BigMemory Go 4.3.8 | Product Documentation | BigMemory Go Developer Guide | Write-Through and Write-Behind Caches | About Write-Through and Write-Behind Caches
 
About Write-Through and Write-Behind Caches
Write-through caching is a caching pattern where writes to the cache cause writes to an underlying resource. The cache acts as a facade to the underlying resource. With this pattern, it often makes sense to read through the cache too.
Write-behind caching uses the same client API; however, the write happens asynchronously.
While file systems or a web-service clients can underlie the facade of a write-through cache, the most common underlying resource is a database. To simplify the discussion, we will use the database as the example resource.
Potential Benefits of Write-Behind
The major benefit of write-behind is database offload. This can be achieved in a number of ways:
*Time shifting - moving writes to a specific time or time interval. For example, writes could be batched up and written overnight, or at 5 minutes past the hour, to avoid periods of peak contention.
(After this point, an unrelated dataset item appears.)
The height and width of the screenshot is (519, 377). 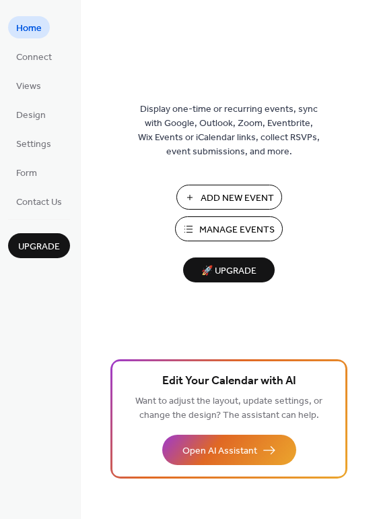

*Rate limiting - spreading writes out to flatten peaks. Say a point-of-sale (POS) network has an end-of-day procedure where data gets written to a central server. All POS nodes in the same time zone will write all at once. A very large peak will occur. Using rate limiting, writes could be limited to 100 TPS to whittle down the queue of writes over several hours
*Conflation - consolidate writes to create fewer transactions. For example, a value in a database row is updated by 5 writes, incrementing it from 10 to 20 to 31 to 40 to 45. Using conflation, the 5 transactions are replaced by one to update the value from 10 to 45.
These benefits must be weighed against the limitations and constraints imposed.
Limitations & Constraints of Write-Behind
Transaction Boundaries
If the cache participates in a JTA transaction, which means it is an XAResource, then the cache can be made consistent with the database. A write to the database, and a commit or rollback, happens with the transaction boundary. In write-behind, the write to the resource happens after the write to the cache. The transaction boundary is the write to the outstanding queue, not the write behind. In write-through mode, commit can get called and both the cache and the underlying resource can get committed at once. Because the database is being written to outside of the transaction, there is always a risk that a failure on the eventual write will occur. While this can be mitigated with retry counts and delays, compensating actions may be required.
Time Delay
The obvious implication of asynchronous writes is that there is a delay between when the cache is updated and when the database is updated. This introduces an inconsistency between the cache and the database, where the cache holds the correct value and the database will be eventually consistent with the cache.
The data passed into the CacheWriter methods is a snapshot of the cache entry at the time of the write to operation. A read against the database will result in incorrect data being loaded.
Applications Tolerant of Inconsistency
The application must be tolerant of inconsistent data. The following examples illustrate this requirement:
*The database is logging transactions and only appends are done.
*Reading is done by a part of the application that does not write, so there is no way that data can be corrupted. The application is tolerant of delays. For example, a news application where the reader displays the articles that are written.
Note if other applications are writing to the database, then a cache can often be inconsistent with the database.
Time Synchronization Across Nodes
Ideally node times should be synchronized. The write-behind queue is generally written to the underlying resource in timestamp order, based on the timestamp of the cache operation, although there is no guaranteed ordering. The ordering will be more consistent if all nodes are using the same time. This can easily be achieved by configuring your system clock to synchronize with a time authority using Network Time Protocol.
No Ordering Guarantees
The items on the write-behind queue are generally in order, but this isn't guaranteed. In certain situations, the items can be processed out of order. Additionally, when batching is used, write and delete collections are aggregated separately and can be processed inside the CacheWriter in a different order than the order that was used by the queue. Your application must be tolerant of item reordering or you need to compensate for this in your implementation of the CacheWriter. Possible examples are:
*Working with versioning in the cache elements.
You may have to explicitly version elements. Auto-versioning is off by default and is effective only for unclustered MemoryStore caches. Distributed caches or caches that use off-heap or disk stores cannot use auto-versioning. To enable auto-versioning, set the system property net.sf.ehcache.element.version.auto (it is false by default). Note that if this property is turned on for one of the ineligible cache types, auto-versioning will silently fail.
*Verifications with the underlying resource to check if the scheduled write-behind operation is still relevant.
Introductory Video
Alex Snaps the primary author of Write Behind, presents an introductory video on Write Behind.